Last night I had another great feed involving food harvested from the garden.
This is such a great payback of growing your own because food really does just taste so much nicer when you have grown it yourself, and have watched it first poke through the earth and then slowly develop until it is ready for eating.
This time it involved the cabbage, and a few VERY early parsnips, one pulled to check the development of the crop, and the other two pulled accidentally while weeding.
The Bearded Bastard selecting leaves for dinner
Lifting leaves ready for eating
A shot of the cabbage leaves mid-harvest
Reading for chopping
I have the habit of removing the tough central stalk
I decided to slice these leaves into strips, ready for the steamer (10 mins only required for these)
The (tiny tiny) parsnips, fresh out of the ground
The washed and trimmed parsnips. I cooked these for about 5 mins in the roasting tin with the potatoes and lamb joint.
DINNER!!! Cabbage bottom left (obviously) and parsnip peaking out between the yorkshire pud top right and the tatty.
Can I just say that, tiny as they were, those parsnips really REALLY packed a punch. So sweet and so tasty. I can't wait for the rest of the harvest to come in.
The cabbage was a slight disappointment, not quite as tasty as the rest of the food which I have grown. It was nice though.
Right, a slight bonus for you here. Last night myself and the girlfriend went round the outside tomatoes and chillis and counted up the current harvest (there are more flowers ready to become fruit) and I drew the following diagram, with counts of fruit per plant, and a total at the bottom.
Yes, 111 tomatoes are currently going well in the garden.
Another (final) interesting point to observe is the two plants with 27 and 9 fruits on them were both runt plants which I almost threw away and just at the last minute pushed into the earth in the herb garden. So, however small and runty your seedling may be, give it a chance. That runt is now the most productive of them all.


REQUIRED ACTION: Scan the entries below for the word "will", then copy each line that holds it.

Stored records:
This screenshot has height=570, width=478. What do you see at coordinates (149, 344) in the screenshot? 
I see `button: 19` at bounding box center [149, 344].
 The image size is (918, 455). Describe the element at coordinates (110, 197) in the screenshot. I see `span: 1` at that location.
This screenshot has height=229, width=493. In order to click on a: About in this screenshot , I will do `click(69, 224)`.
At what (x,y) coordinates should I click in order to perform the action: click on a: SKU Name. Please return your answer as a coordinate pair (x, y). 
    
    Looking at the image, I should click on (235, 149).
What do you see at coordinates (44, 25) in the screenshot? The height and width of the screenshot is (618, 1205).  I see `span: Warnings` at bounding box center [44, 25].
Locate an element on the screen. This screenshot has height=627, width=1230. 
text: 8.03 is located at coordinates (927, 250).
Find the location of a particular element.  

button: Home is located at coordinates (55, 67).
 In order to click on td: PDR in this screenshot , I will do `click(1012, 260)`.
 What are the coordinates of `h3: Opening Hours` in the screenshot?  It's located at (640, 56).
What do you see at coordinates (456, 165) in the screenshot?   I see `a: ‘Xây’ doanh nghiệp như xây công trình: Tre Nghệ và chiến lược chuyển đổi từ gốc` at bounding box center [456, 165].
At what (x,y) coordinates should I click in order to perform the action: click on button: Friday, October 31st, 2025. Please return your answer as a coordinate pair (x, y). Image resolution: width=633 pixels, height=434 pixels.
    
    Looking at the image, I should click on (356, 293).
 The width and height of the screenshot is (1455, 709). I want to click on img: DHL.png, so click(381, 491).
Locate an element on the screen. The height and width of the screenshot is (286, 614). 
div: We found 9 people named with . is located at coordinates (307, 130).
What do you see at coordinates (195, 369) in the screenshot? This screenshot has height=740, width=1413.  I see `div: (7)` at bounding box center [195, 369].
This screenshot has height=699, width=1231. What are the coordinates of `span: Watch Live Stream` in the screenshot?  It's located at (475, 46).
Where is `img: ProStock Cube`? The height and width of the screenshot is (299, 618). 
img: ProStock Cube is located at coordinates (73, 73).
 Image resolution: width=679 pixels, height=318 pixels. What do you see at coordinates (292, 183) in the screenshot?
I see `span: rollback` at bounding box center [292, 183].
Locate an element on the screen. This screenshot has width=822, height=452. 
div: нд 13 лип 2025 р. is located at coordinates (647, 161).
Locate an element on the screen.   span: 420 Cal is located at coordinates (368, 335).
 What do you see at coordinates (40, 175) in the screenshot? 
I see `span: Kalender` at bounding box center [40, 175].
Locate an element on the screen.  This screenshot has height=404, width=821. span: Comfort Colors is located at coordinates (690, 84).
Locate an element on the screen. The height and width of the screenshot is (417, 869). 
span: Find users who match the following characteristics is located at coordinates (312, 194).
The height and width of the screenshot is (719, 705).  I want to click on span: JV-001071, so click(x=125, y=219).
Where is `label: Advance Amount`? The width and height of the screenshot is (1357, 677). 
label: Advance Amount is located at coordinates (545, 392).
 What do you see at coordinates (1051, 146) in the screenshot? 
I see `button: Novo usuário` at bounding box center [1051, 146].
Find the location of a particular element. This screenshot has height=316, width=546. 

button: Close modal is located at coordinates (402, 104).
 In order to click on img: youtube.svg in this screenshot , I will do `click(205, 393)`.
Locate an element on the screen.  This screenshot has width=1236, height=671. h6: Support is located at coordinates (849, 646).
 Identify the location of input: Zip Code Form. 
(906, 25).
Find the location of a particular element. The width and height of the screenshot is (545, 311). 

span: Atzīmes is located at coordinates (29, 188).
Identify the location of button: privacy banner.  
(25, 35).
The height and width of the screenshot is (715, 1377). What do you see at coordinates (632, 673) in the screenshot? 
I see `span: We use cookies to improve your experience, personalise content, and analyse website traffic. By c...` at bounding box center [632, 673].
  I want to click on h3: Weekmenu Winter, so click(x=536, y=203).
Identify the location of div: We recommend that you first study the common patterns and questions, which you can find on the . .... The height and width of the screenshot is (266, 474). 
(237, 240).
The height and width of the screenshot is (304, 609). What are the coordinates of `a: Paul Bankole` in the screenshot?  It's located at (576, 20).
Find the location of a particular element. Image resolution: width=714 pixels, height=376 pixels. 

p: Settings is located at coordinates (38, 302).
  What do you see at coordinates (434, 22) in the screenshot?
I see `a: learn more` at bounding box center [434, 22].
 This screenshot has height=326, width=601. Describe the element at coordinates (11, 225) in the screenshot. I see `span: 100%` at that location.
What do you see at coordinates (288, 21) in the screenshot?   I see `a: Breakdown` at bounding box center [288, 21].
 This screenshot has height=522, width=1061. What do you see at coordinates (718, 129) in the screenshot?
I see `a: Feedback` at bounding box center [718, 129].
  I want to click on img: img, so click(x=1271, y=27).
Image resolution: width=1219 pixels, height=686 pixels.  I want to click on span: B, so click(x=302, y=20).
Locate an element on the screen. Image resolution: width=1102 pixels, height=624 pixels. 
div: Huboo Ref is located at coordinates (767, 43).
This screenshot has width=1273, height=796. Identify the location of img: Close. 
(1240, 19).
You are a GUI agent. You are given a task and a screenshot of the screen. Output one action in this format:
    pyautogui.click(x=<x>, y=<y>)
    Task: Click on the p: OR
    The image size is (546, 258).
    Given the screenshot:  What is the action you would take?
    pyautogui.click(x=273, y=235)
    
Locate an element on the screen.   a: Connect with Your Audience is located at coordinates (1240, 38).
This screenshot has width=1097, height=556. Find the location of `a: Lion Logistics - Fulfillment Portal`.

RESPONSE BELOW:
This screenshot has height=229, width=493. In order to click on a: About in this screenshot , I will do `click(69, 224)`.
 In order to click on td: PDR in this screenshot , I will do `click(1012, 260)`.
 In order to click on img: youtube.svg in this screenshot , I will do `click(205, 393)`.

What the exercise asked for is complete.